Additional comments:
-It appears as the main contribution is the use of knowledge base embeddings for this particular problem, otherwise the approach is quite similar to what has been used for other domains.
-It's not easy to understand exactly why it's important to find tweets about ED (except those you can already find by search/filter).
-A separate validation set should have been used, not only training and test, otherwise overfitting is likely (and contributing to the high accuracy).
-As the authors also point out, the way the dataset is created (including labeling), might bias the sampling and results. I would have liked to be convinced that this is indeed not affecting the results, otherwise the performance is quite meaningless to me.

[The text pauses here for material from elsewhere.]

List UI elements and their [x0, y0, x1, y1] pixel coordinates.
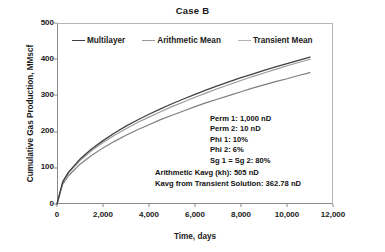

-Except for the fact that knowledge graph embeddings are used, I don't see a strong contribution wrt. the semantic web research area.
-"ED 1" is likely to be very inaccurate, I don't expect the majority of those that have an ED would have it in their bio.
-Results are not very useful without knowing the number of elements for each class (e.g., is there class imbalance, which significantly affects the classification problem?).